Installation view, “EXO” Elnaz Javani + Annette Hur, curated by Azadeh Gholizadeh, 2021, Devening Projects.
Growing up in a Punjabi household, my grandparents would tell me stories of their childhoods in the northern frontier of pre-Partition India. They’d speak of afternoons spent watching their fathers work in the village while their mothers would sit on wood-rope “khattiyas” (outdoor daybeds) embroidering flower work or “phulkari” veils commonly known as “dupattas.” Dupattas are worn to conceal the detail and curves of a woman’s body. They are a symbol of the decency and dignity of an Indian woman as much as they are a demonstration of the gendered cultural and material landscape that produces patriarchal narratives on what is categorically female work and behavior in India.

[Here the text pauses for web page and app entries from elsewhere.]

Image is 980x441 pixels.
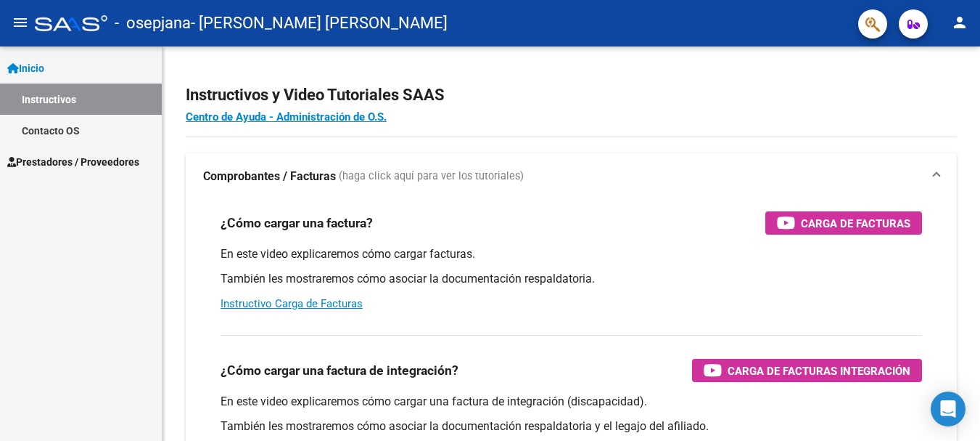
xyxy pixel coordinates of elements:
[191,7,447,39] span: - [PERSON_NAME] [PERSON_NAME]
[931,392,965,426] div: Open Intercom Messenger
[185,153,957,200] mat-expansion-panel-header: Comprobantes / Facturas (haga click aquí para ver los tutoriales)
[203,169,335,185] strong: Comprobantes / Facturas
[339,169,524,185] span: (haga click aquí para ver los tutoriales)
[7,61,44,76] span: Inicio
[221,213,373,233] h3: ¿Cómo cargar una factura?
[221,270,921,286] p: También les mostraremos cómo asociar la documentación respaldatoria.
[221,296,362,310] a: Instructivo Carga de Facturas
[221,393,921,409] p: En este video explicaremos cómo cargar una factura de integración (discapacidad).
[185,110,387,123] a: Centro de Ayuda - Administración de O.S.
[185,81,957,109] h2: Instructivos y Video Tutoriales SAAS
[7,154,139,170] span: Prestadores / Proveedores
[951,14,968,31] mat-icon: person
[800,214,910,232] span: Carga de Facturas
[221,360,458,380] h3: ¿Cómo cargar una factura de integración?
[692,359,921,381] button: Carga de Facturas Integración
[728,362,910,379] span: Carga de Facturas Integración
[115,7,191,39] span: - osepjana
[11,14,29,31] mat-icon: menu
[221,246,921,262] p: En este video explicaremos cómo cargar facturas.
[765,212,921,234] button: Carga de Facturas
[221,418,921,434] p: También les mostraremos cómo asociar la documentación respaldatoria y el legajo del afiliado.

“Cell,” 2018, (detail), Elnaz Javani, for “EXO,” curated by Azadeh Gholizadeh, 2021, Devening Projects.
Visiting “EXO,” it’s hard not to associate the national, cultural and aesthetic implications of textile and fiber works by Elnaz Javani and Annette Hur, who are of Iranian and South Korean descent, respectively. Javani’s fabric and thread sculpture, “Cell” (2018), allegorizes the constant state of transformation mediated by the female body. The artist interprets the continual violence and oppression the body is subject to through repetitive threadwork executed by a handheld sewing machine that stiffens the otherwise soft material. The flesh of the body grows outside its ascribed form, as if infused with the energy of female consciousness gone rogue.
Hur’s “moth works” and Korean silk and ink-on-paper compositions confront their material association of being “soft” and “feminine,” all the while critiquing both the craft history and contemporary value of Korean silk, specifically in its significance in matrimonial ceremony. Skillfully juxtaposing patterns cut for the body with thread that joins forms to the surface, Hur includes her own Korean ceremonial silk garments in these assemblages. Clothing that was once surrogate to the skin of a new bride now tells a story of the struggle of splitting roles between home and migrant lands in search of companionship. Claiming space for her own experiences through sculptural composition, Hur’s works speak to the fragmentation of the idea of the role of the female body between the East and the West. Delicately folded starched red silks create moth-like forms that camouflage in order to protect themselves from the harsh realities of racist, misogynist and xenophobic curses.

“Moth Red on Red 00.01” (diptych), 2020, Annette Hur, for “EXO,” curated by Azadeh Gholizadeh, 2021, Devening Projects.
Azadeh Gholizadeh’s curatorial mastery is felt in the relational and contingent pairing of works throughout the exhibition. As an Iranian immigrant herself, the embodied experience of simultaneous placelessness and constant movement led the artist-curator to extend her to thinking about the drawing of a line as an act that moves forward; starting, stopping and restarting in continuity. The lines Gholizadeh draws in her own practice travel through Javani and Hur’s, creating a textile interplay of the immigrant experience.
The exhibition culminates in Javani’s site specific installation “My Effigies,” (2020), and Hur’s “Moth bedsheet 00,” (2020), both radical and subversive in their expression. The sculptural forms Javani conjures resemble bodies in transit, in constant transformation, formed and deformed over matchstick borders that point to the instability of nationalism particularly at this politically precarious moment. Hur’s bedsheet works offer a space of reflection in relation, where both the needle and the thread come into focus as they stitch together the epidermis of the communal whole. In smoke-like patterns and effigies, Hur and Javani’s works journey together in remembering and retelling their bodily presence within an imperfect world.

Installation view, “EXO,” Elnaz Javani + Annette Hur, curated by Azadeh Gholizadeh, 2021, Devening Projects.
The presence of thread and the stitch throughout “EXO” builds upon themes of internalized trauma within the female body. Each stitch moves through space intentionally, lingering, connecting and drawing in the invited visitor, leaving traces as viewers wind between works marking their own paths. Spending time with a multitude of trajectories in “EXO” invokes the voice of craftswomen before us, of immigrant journeys and the internal dialogue between cultural assimilation and the fecundity of self-awareness that cause us to shift, constantly, at times uncomfortably, rebelliously within our own skins. (Pia Singh)
Exo, at Devening Projects, 3039 West Carroll, through January 30.